I was expecting responses like yours. Thank you for wasting your time on your very useless post.
Hold your horses there.... I think Alvaro makes some good points, and altough they might not apply to you, nothing in your first post really pointed in the direction that you had any expierience in running real MMO Game Servers (well, I am still not convinced you are talking about real MMO Cluster Servers and not just game servers for normal multiplayer games, which can be worlds apart because of scaling).
Let alone that you have the time, expierience, large team, money or other resources needed to really be successfull with your MMO endgoal.

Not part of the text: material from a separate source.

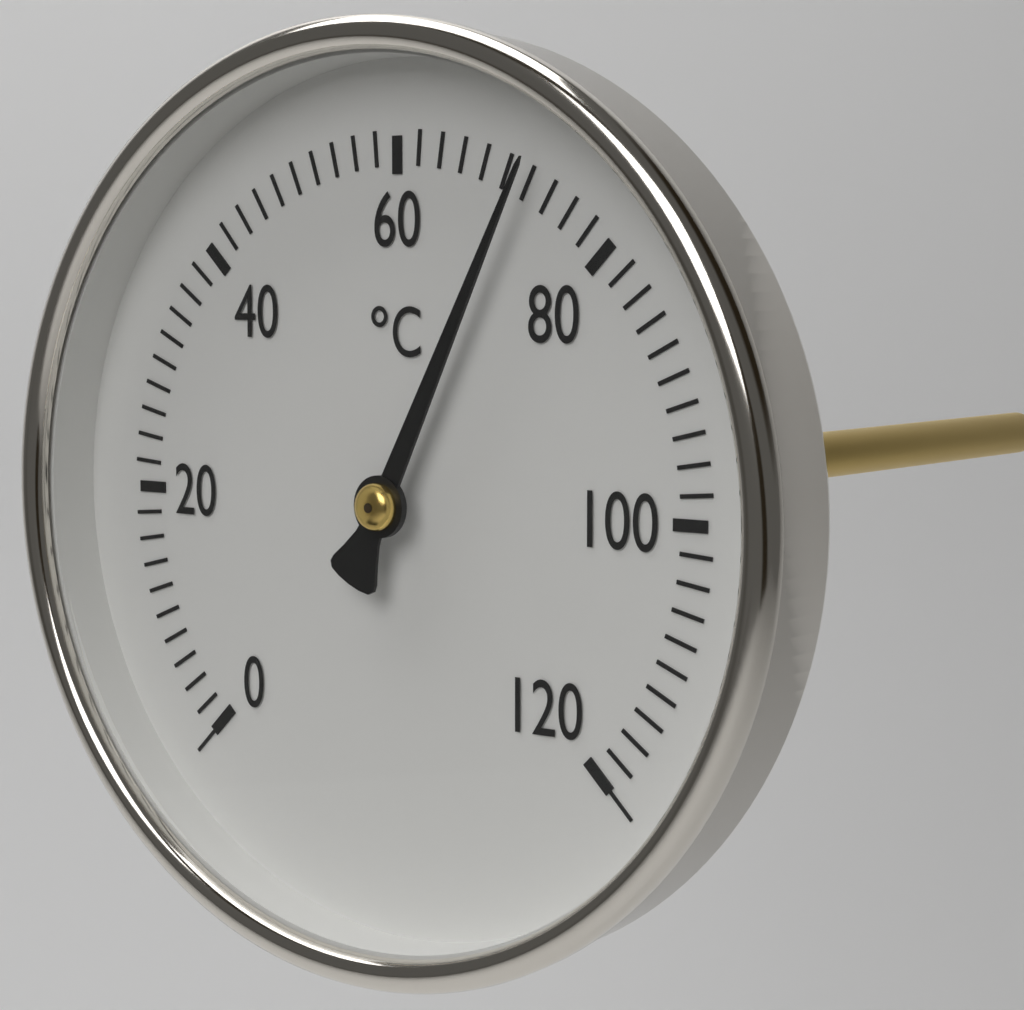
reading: 72 °C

But I understand that this was not your question... just try to understand that you are number 193492398 in theline of people coming here asking questions about MMO development (and your question, in the end, was about that: "What language to choose (with the endgoal to use it for MMO development)"), with little to no expierience to show that they are capable on really reaching their lofty goal (again, you might be different, but your TO Post does not read like that). While I don't think Alvaros post was that helpful or answering your questions, he makes some valid points you should consider (and, if you think they don't apply to you, safely ignore).

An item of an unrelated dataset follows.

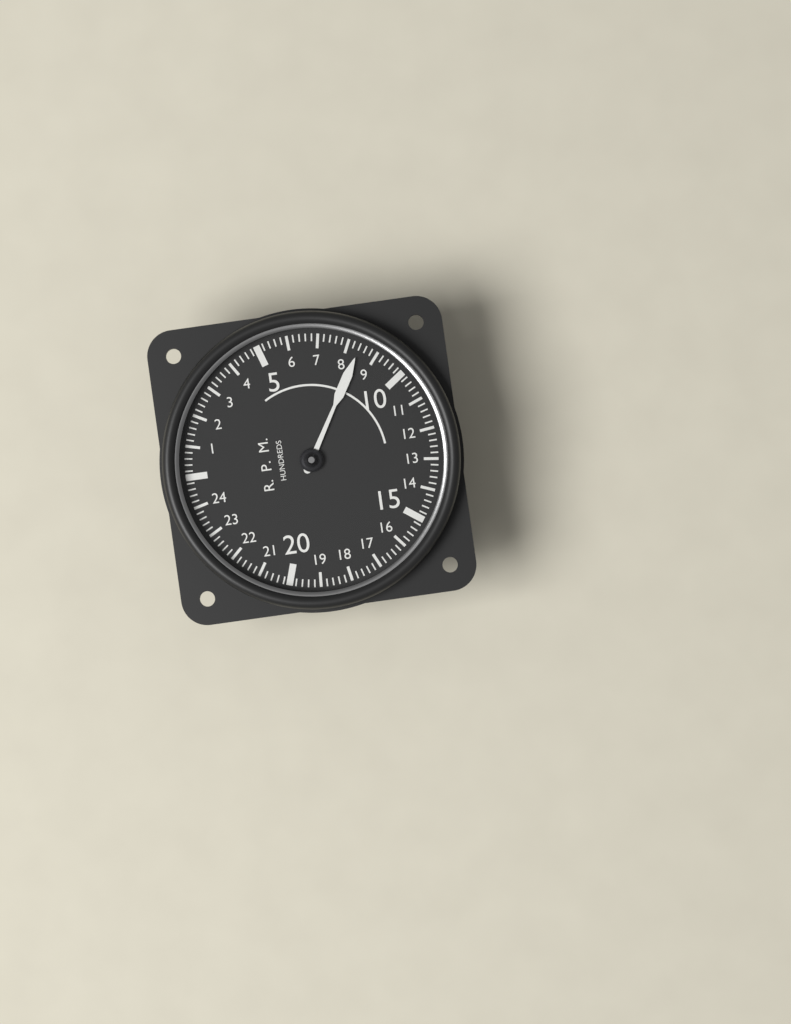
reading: 8.4 RPM x100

To come back to your question: I am pretty sure for Game dev C++ will be the more popular choice than Java. I know there are enough people cheering for Java, there are Java engines out there and then there is Android development, but for raw performance C++ will certainly still beat Java.
If that is important to you, only you can answer.
As soon as your game is not using cutting edge graphics, is not very CPU intensive and performance hungry, the question about language becomes a moot one. Use whatever you feel comfortable with. If you have C++ expierience, continue with that. Java will give you not enough benefits over C++ to justify re-learning everything.... of course, learning a new language is an easy task as soon as you are an expierienced developer.
The question should be rather, what Middleware / Frameworks / Engines to use to prevent re-inventing the wheel. Of course, if you like to develop your own engine, have fun and do just that.
But its a lot of time and work for little to no gain, that will take you off track from your real goal: developing your game.
So I would suggest you really take a step back and ask yourself: "Do I want to develop an engine or a game?" .... for learning purposes, to become a good engineer and get some portfolio pieces and streetcred for an engineer position in a game studio, the first path certainly is a good one.
If your own game is your only real goal, get an existing engine, research a good Network middleware, and let other people do the low level plumbing for you. Especially with your lofty aspirations, developing all the necessary netcode and DB Stuff will take you years for no real gain over already existing solutions.
@Alvaro: gave you a +1 to even out the score as I don't think you deserve the downvote.